The credits begin to roll and they just keep on rolling and rolling. Then these images of Jesus and cherubs appear, like the kind of cherubs carved into the dining room chairs, and then finally light and darkness emerge and the sky appears. It takes some time—a LOOOOOONG fucking time—but I finally get to the scene where Jesus raises Lazarus from the dead. Jesus says, “Come forth!” And Lazarus comes forth. And everyone goes apeshit because the bastard is alive—Lazarus. Nothing really happens. There is a lot of sky and rocks and swelling music, but nothing close up where we see the resurrection of a zombie.
Jesus, though—he’s, like, the u
ltimate unbeatable, holy zombie. Tortured to death and nailed to a cross. Buried for three days. Then rises and ascends to Heaven. He’s for sure a total zombie. This is the body and blood of Jesus Christ. Catholics eat his body and drink his blood. Either Catholics are all cannibals or the whole thing is fucking zombie.
I put away The Greatest Story Ever Told and find Zombie Strippers! in my bag. I mute the TV, press play, and keep a finger on the off button just in case. The movie begins and zombies appear and I’m alone. The movie is utterly nonsensical. No wonder Jackson had it.
Buckets of B&T.
Buckets.
Blood.
Tits.
52
It’s early morning and Mom’s already stoned. She gulps down three mugs of green tea, insisting on driving me to school, chewing up pills between promises.
Corrine Barker, the Painkiller Queen of Baltimore.
Before we leave I stop and hang back, waiting to see if she remembers. She leaves and waits for me in the van. When I get in she asks me what took so long. I say nothing and let go of the memory of us and my picture of the first day of school. She is another person now, someone I’ll never know.

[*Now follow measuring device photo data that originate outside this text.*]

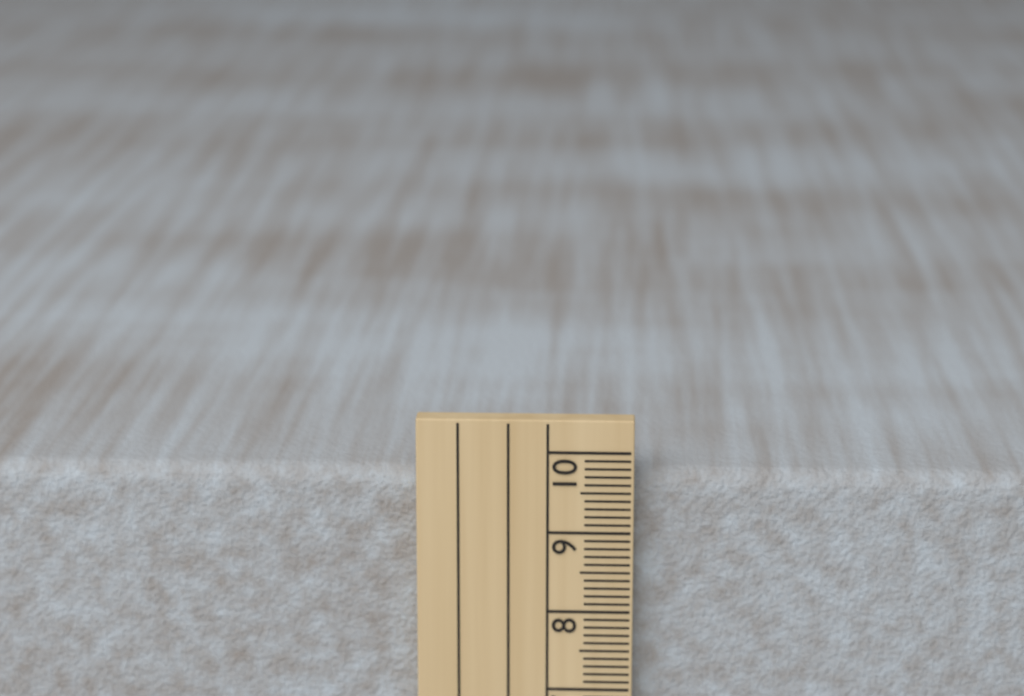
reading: 9.7 cm
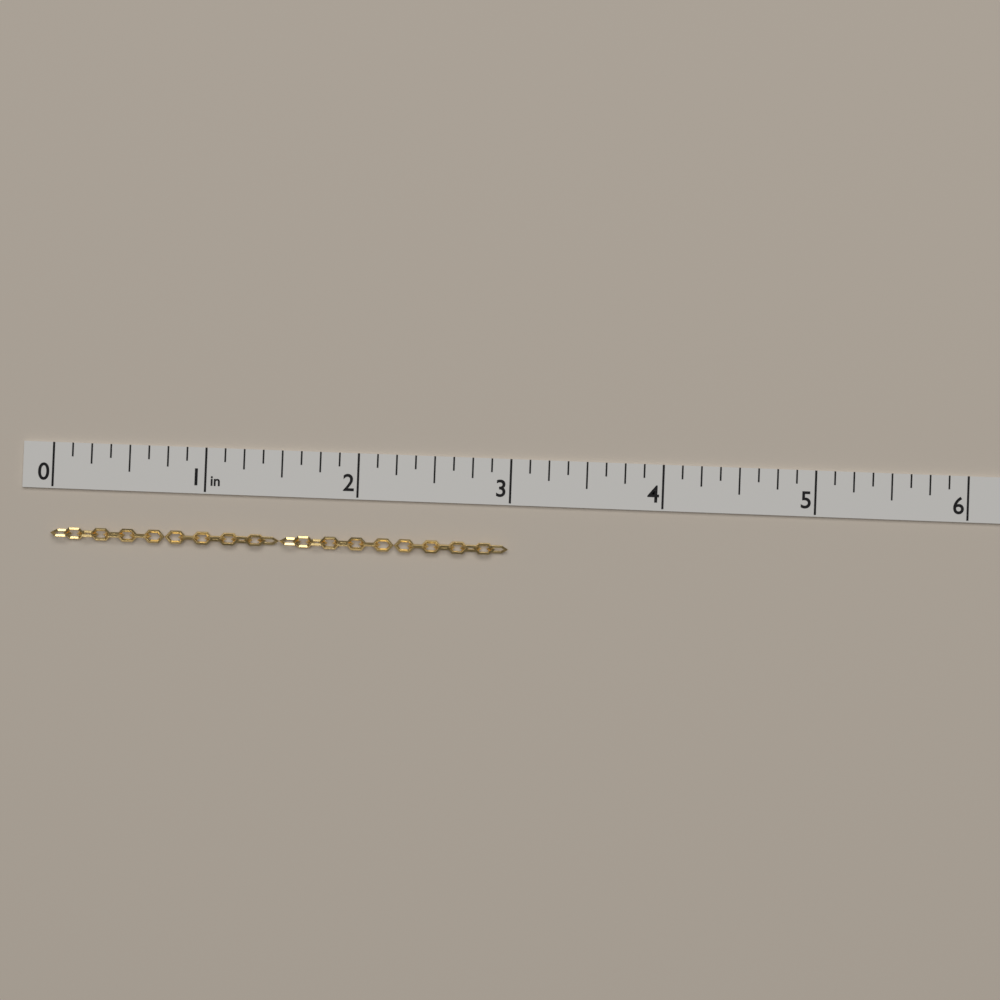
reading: 3.000 in
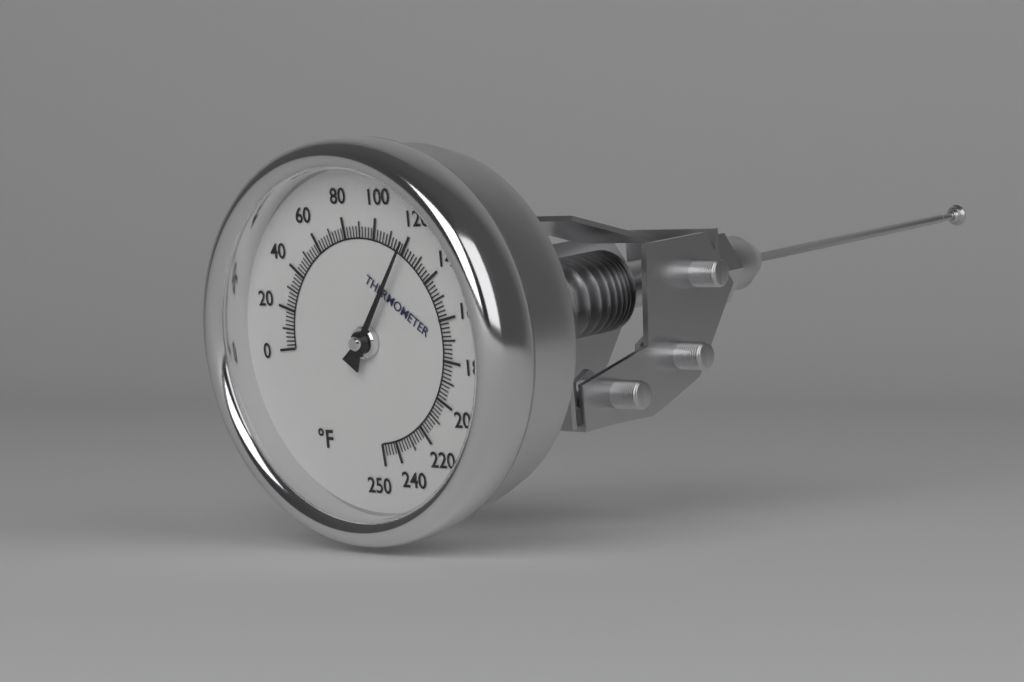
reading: 120 °F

She coasts through Federal Hill and the Inner Harbor, through nothing but green lights, just below the speed limit, occasionally drifting into the next lane. She takes a sharp turn onto 83 North and opens up the engine onto the highway. She nods off at the Baltimore Sun offices. Her head drops—another dope wave crashing over her. She snaps back to awareness as we pass the Baltimore City Jail. She’s mastered the white-knuckled grip of the steering wheel, post dope doze. I no longer fear riding in a car with her when she’s behind the wheel and whacked out on junk. I used to fantasize disaster apocalyptic scenarios, death and dismemberment, but she’s been high for so much of my life now that it’s almost all I’ve ever known. Almost.